RUMSON: UTILITIES TO GO BELOW RIVER

Natural gas and water supply lines are to be tunneled beneath the Shrewsbury River between Rumson Road in Rumson, above, and Sea Bright. (Photo by John T. Ward. Click to enlarge)

By JOHN T. WARD

Residents of Rumson and Sea Bright may see an unusual construction project as early as next month, when two utility companies run new service lines connecting the towns 25 feet below the floor of the Shrewsbury River.

Municipal and utility officials said they expect minimal disruption to traffic during the monthlong project, when New Jersey Natural Gas and New Jersey-American Water plan to drill beneath the river from Sea Bright to Rumson and then pull about a quarter-mile of piping across the span.

The new gas and water lines line, shown in yellow, will run through openings to be drilled from the parking lot of the Sea Bright Beach Club to Rumson. The green line indicates the location of the existing water supply, which runs along the riverbed and will be abandoned, officials said. (Photo by John T. Ward. Click to enlarge)

According to officials of the two companies, contractor J.F. Kiley Services, working from the parking lot of the Sea Bright Beach Club, will use horizontal directional drilling technology to bore down and then under Ocean Avenue and the river to the eastern end of Rumson Road.

Though it may call to mind fracking technology, the drilling technique does not employ any toxic chemicals or generate toxic waste, said gas company spokesman Mike Kinney. “It uses a mud as a lube that’s made of naturally occurring elements that are non-toxic,” he said.

Drilling under rivers and wetlands is “not only common, it’s the DEP’s preferred way of doing this,” Kinney said, referring to the New Jersey Department of Environmental Protection.

For the gas company, the aim of project, which calls for 1,406 feet of 12-inch steel piping, is  to complete a supply circuit “to better mitigate” the impact of service disruptions caused by storms and construction accidents, said Kinney. It’s part of a six-project, $102.5 million system “hardening” approved by the New Jersey Board of Public Utilities two years after Hurricane Sandy caused extensive damage in October, 2012.

As its part of the joint project, the water company plans to spend some $2.5 million to run 1,200 feet of 16-inch diameter high-density polyethylene pipe to replace a concrete pipe that runs along the riverbed from Washington Street in Rumson to River Street in Sea Bright, said water company operations superintendent George Bauer.

The existing line, installed in the 1950s, had to be repaired sometime in the 1990s after was struck by an unmoored barge at low tide, Bauer said. It will be abandoned in place, he said.

Water company officials said the connection will enable continued service during events such as the water main break in Little Silver last July that disrupted service to Rumson.

Each company will have its own sub-river opening, Bauer said.

Pipe segments will be “staged” on the lightly-traveled “old” Rumson Road alongside the Route 520 bridge, where they’ll be welded or fused together shortly before being pulled through the new opening, officials of both companies said.

At no point will homeowners lose driveway access, Rumson Administrator Tom Rogers told redbankgreen via email Monday. Additionally, he said, officials don’t expect road closures to last “more than the time it takes to string out the pipes, assemble them and pull them thru to Sea Bright. The drilling itself, which takes the longest, will not require major closures.”

Sea Bright residents and passersby, meantime, won’t experience any disruption as the construction activity is entirely limited to the beach club parking lot, said Kinney and Bauer.

Still, Mayor John Ekdahl said the companies are under the gun to complete the work before the start of the summer beach season. “We have a short window to do this,” Bauer acknowledged.

Denise Venuti Free, a spokeswoman for the water company, said the project is currently slated to begin on March 7 and be completed by April 21, but that the timetable is dependent on the issuance of permits by the New Jersey Department of Environmental Protection and the Army Corps of Engineers.

According to DEP spokesman Larry Hajna, the gas company applied for three permits last August, and has obtained two, with the third pending. The water company’s permit application was filed in December and is under review, Hajna said. A spokesman for the Army Corps of Engineers said permit applications are under review.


(What you have to do): Across the whole listing, filter for the string "upcoming" and copy every line that has it.

── Dataset records

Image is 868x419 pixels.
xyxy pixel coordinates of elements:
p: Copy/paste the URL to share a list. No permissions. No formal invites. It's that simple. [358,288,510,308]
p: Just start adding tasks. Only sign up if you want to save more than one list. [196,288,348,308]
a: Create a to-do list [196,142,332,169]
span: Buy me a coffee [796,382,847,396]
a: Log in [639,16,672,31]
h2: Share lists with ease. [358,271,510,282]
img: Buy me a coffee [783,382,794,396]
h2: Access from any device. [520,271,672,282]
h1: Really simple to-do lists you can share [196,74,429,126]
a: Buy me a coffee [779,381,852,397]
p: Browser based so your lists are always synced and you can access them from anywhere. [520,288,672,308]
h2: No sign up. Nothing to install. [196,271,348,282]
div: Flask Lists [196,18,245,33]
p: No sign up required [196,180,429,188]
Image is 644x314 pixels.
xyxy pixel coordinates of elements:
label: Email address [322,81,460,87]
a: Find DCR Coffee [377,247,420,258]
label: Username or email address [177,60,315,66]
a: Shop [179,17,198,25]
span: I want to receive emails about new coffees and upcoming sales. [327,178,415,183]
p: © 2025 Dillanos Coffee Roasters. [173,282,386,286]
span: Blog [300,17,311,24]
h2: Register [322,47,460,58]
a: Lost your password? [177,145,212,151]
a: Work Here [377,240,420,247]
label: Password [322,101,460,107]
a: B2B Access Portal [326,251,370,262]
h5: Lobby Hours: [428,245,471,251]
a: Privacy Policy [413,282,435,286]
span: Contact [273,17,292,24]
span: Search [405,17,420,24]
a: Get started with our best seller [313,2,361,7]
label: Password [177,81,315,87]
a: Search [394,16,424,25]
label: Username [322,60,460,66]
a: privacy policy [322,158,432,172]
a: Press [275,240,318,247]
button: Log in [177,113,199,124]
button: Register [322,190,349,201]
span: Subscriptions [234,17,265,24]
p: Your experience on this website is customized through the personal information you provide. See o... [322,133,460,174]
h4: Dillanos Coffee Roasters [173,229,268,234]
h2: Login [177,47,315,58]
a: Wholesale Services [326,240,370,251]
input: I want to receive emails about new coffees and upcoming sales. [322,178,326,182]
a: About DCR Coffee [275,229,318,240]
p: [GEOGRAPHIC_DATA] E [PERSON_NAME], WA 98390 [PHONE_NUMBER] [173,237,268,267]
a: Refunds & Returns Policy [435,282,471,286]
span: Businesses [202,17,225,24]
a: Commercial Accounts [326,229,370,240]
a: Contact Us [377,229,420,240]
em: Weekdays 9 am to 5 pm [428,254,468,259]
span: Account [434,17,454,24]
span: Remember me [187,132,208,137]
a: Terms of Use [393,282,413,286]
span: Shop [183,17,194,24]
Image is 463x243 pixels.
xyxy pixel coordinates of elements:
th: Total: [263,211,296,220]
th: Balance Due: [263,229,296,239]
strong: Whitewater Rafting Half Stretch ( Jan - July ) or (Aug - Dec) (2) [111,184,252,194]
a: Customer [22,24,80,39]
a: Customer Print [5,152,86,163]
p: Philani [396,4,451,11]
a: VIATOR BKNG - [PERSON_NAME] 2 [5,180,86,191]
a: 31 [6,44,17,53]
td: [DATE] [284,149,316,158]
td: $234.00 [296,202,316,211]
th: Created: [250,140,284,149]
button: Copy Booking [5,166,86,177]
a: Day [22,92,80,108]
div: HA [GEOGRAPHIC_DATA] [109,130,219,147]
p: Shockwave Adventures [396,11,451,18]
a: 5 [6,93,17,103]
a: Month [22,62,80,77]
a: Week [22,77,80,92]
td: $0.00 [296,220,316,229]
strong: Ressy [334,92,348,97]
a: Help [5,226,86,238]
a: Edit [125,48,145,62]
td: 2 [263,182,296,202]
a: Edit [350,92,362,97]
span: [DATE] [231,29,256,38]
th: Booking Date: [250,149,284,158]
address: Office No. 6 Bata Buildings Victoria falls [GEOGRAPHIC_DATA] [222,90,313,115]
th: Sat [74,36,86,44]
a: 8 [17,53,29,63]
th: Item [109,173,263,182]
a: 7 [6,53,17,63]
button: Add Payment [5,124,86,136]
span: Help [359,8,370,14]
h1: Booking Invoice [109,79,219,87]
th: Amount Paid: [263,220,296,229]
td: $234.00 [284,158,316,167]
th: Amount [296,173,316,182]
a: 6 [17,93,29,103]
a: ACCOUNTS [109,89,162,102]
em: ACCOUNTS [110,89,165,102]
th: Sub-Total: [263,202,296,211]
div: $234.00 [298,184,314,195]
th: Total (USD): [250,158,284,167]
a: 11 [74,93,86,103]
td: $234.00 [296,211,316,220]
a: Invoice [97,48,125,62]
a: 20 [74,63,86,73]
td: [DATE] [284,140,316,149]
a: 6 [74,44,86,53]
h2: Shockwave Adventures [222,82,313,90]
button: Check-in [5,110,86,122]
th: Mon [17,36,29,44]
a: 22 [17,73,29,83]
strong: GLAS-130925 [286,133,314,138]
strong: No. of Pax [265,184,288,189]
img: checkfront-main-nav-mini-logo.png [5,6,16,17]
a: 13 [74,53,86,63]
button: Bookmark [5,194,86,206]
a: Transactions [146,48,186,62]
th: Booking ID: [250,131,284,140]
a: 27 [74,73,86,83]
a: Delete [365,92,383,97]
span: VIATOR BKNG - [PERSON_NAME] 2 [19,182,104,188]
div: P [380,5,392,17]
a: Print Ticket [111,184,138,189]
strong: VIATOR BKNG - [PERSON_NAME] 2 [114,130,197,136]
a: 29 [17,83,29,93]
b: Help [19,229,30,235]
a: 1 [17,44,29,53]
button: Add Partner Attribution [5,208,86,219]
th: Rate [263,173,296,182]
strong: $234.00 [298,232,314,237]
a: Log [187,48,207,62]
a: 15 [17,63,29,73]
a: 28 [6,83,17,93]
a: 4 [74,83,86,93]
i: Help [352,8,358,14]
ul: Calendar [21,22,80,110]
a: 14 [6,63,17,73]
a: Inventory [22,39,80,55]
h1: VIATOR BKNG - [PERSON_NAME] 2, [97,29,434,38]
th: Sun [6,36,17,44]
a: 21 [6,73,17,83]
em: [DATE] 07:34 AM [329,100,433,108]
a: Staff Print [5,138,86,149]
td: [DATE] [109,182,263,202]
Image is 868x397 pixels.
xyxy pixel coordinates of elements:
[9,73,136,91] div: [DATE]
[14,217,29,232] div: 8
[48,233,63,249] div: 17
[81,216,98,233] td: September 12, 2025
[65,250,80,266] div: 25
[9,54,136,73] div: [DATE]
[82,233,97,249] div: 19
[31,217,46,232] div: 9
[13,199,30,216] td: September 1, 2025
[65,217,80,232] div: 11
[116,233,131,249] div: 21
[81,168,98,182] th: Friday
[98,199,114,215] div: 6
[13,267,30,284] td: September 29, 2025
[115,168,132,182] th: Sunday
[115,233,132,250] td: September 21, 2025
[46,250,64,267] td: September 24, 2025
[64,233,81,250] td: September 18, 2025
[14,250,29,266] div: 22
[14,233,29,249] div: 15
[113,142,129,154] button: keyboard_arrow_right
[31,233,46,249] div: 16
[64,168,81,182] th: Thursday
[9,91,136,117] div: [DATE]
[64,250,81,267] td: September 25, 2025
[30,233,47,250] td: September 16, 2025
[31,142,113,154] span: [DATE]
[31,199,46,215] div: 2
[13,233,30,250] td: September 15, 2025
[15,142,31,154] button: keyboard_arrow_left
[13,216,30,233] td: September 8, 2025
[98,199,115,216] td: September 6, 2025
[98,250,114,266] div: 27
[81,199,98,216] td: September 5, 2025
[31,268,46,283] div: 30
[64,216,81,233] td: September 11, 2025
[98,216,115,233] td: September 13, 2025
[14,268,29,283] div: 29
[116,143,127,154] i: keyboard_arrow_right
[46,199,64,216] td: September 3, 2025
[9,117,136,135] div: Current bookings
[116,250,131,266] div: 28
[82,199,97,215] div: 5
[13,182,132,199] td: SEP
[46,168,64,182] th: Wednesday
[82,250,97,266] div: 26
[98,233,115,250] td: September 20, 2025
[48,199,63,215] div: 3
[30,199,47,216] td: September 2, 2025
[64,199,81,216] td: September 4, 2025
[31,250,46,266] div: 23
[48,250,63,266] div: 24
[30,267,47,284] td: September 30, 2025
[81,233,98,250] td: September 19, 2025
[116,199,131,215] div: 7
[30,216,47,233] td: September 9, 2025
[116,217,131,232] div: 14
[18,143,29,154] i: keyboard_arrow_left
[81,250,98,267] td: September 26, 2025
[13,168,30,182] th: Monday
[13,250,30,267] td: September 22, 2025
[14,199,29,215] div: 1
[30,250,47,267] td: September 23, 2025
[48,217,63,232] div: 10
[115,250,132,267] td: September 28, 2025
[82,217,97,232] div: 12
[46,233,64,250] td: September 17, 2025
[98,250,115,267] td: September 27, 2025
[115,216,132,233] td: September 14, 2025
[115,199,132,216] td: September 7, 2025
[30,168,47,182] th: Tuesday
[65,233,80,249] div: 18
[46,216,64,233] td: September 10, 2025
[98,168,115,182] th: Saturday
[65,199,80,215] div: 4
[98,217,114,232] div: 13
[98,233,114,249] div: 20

────

(Expected answer):
span: I want to receive emails about new coffees and upcoming sales. [327,178,415,183]
input: I want to receive emails about new coffees and upcoming sales. [322,178,326,182]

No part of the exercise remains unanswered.